My friend Matt writes in response to our post on the Congo titled Add Congo to the List:

Thanks for your recent Congo post, Dick. I had just watched a documentary called The Greatest Silence: Rape in the Congo. A student had bought the rights to show it for her high school culminating project and then let me borrow the DVD. It was unimaginable. Unimaginable. Hundreds of thousands of women and girls and small children gang-raped. Hundreds of thousands!! And their SVU (special victims unit) for the entire country consists of ONE woman with no budget.

The men gang-rape with impunity. And they don't just gang-rape, they then destroy the women's genitalia with rods and poles. It's demonic. Purely demonic. And the few people who can stand to work for justice there have the aura of Christ. I don't know how they do it. The film is also somewhat helpful in explaining the situation in the Congo and how hopeless it is. That's crushing. I'd like to turn to lighter news, but would feel flippant if I did.

Matt also recommends the documentary WarDance which he describes as "the most impressively and artistically crafted of all the films I've seen on Africa, and the most honestly crushing and uplifting film. The others rarely give you stories of hope amidst the horror. I have to believe that's partly because there is no hope, but as Christians we have to believe there is. Wardance leaves room for that."

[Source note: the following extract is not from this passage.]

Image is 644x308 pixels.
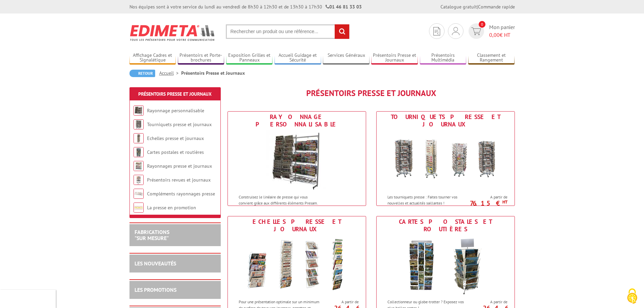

He goes on to commend another documentary that we've talked about on Viewpoint in the past titled As We Forgive which is an amazing story of forgiveness and reconciliation in Rwanda in the wake of the savage genocide that occurred there in the '90s. Matt notes that it won the academy award for best documentary by a student filmmaker.

I hope that Viewpoint readers will take the time to watch at least one of these films. They're all eye-openers which will doubtless shatter our naive complacency about the world in which we live. I've added them to my Netflix queue.